Water Filter Guide
Reverse Osmosis vs Carbon Filter: Which One Do You Actually Need?
A plain-English comparison of reverse osmosis and carbon filters for lead, PFAS, chlorine taste, nitrate, arsenic, fluoride, TDS, cost, maintenance and installation.
Quick answer: Use carbon for taste, odor, chlorine, many VOCs, lead and PFAS when the exact model is certified. Use reverse osmosis when nitrate, arsenic, fluoride, high TDS, or broad dissolved solids are the reason you are filtering.
Best for
Buyers choosing between under-sink carbon, pitcher filters, countertop RO, tank RO, and tankless RO.
Wrong fit
Well owners with bacteria concerns who need testing and disinfection guidance first.
Tradeoff
RO usually covers more dissolved contaminants, but costs more, needs more space, can waste water, and may change taste.
Methodology
These guides are built from manufacturer documentation, public specifications, primary research where health claims matter, and repeated buyer questions that show up in real ownership and installation decisions.
Manufacturer responses can clarify pricing bands, warranty terms, support footprint, or common mistakes. They do not move a page up the shortlist on their own.
Next Step
What to do next
Use one of these three paths. They are here to move the decision forward, not add more noise.
Want the full buyer path in your inbox? We send the short version.
Related Guides
filter types • micron rating
Water Filter Types: What Each One Removes (Micron & NSF)
A plain comparison of sediment, carbon block, reverse osmosis, UV, ion-exchange softeners, and whole-house filters, with what each removes, typical micron ratings, and the NSF/ANSI standard that backs the claim.
under-sink • installation
Under-Sink Water Filter Guide: Carbon, RO, Space and Replacement Costs
How to choose an under-sink water filter, including carbon vs reverse osmosis, cabinet space, faucet holes, flow rate, certifications, and replacement filters.
troubleshooting • maintenance
Water Filter Problems: Low Pressure, Bad Taste, Leaks
A symptom-to-fix guide for common water filter problems: low water pressure, bad taste or odor after install, leaks at fittings, slow reverse osmosis fill, and when to change each filter stage.
water report • testing
How to Read Your Water Quality Report Before Buying a Filter
A practical guide to Consumer Confidence Reports, private well tests, contaminant limits, aesthetic issues, and the numbers that actually change which water filter you should buy.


> [Problem details] Filter the listing below down to the lines with the word "title" and copy those.

> [Task material]
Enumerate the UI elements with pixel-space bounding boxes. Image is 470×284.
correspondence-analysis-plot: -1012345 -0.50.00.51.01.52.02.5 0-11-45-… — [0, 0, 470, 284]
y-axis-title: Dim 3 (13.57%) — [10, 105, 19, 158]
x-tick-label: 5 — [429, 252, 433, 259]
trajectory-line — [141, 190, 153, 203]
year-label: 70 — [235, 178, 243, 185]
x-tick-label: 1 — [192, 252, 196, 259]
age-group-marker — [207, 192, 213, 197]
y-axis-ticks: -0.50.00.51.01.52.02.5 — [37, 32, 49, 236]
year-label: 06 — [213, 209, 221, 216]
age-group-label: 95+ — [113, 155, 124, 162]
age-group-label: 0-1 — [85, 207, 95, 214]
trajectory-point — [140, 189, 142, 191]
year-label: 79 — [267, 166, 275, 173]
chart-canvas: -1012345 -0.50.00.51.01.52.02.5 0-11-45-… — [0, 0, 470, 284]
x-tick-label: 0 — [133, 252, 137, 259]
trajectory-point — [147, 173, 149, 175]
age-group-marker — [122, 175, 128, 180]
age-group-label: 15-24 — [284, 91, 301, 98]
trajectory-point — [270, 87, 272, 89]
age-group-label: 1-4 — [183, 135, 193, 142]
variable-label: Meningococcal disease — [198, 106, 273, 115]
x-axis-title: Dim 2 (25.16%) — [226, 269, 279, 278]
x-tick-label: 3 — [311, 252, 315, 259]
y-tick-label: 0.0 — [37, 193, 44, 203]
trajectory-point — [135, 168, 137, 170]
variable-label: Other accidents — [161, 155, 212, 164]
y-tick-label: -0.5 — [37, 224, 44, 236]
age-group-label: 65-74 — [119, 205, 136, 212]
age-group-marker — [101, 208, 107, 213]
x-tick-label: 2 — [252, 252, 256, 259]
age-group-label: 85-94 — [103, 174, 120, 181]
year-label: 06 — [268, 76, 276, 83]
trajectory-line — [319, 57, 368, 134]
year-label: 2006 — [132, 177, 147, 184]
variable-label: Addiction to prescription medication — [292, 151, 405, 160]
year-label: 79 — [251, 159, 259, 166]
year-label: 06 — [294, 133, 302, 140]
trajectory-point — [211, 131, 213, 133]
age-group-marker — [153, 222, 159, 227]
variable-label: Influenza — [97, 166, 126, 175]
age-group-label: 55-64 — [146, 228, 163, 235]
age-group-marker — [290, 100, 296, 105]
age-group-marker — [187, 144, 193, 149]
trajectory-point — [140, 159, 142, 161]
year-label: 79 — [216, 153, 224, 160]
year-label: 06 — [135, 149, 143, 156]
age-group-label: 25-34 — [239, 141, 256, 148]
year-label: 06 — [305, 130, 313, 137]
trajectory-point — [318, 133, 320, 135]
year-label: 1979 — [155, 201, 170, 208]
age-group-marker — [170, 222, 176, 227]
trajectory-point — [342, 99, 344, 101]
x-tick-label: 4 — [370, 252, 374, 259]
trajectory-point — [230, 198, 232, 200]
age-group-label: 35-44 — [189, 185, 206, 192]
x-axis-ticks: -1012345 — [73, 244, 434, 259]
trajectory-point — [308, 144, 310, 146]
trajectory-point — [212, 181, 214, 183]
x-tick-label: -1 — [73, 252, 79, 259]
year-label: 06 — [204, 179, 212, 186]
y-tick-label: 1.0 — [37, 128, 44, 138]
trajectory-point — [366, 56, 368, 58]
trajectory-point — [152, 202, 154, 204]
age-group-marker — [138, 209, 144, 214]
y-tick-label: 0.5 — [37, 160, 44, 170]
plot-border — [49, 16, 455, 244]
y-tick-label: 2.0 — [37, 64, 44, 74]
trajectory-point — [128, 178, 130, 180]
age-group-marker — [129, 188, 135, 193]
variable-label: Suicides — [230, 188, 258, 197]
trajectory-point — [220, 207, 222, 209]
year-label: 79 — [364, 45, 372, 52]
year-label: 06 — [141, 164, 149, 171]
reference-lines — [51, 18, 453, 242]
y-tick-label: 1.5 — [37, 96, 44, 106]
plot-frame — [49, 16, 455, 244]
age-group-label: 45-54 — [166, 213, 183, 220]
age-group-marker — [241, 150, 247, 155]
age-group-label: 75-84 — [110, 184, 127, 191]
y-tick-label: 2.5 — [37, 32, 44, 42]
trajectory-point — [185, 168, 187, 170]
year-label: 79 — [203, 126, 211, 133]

> [Solution to this exercise]
y-axis-title: Dim 3 (13.57%) — [10, 105, 19, 158]
x-axis-title: Dim 2 (25.16%) — [226, 269, 279, 278]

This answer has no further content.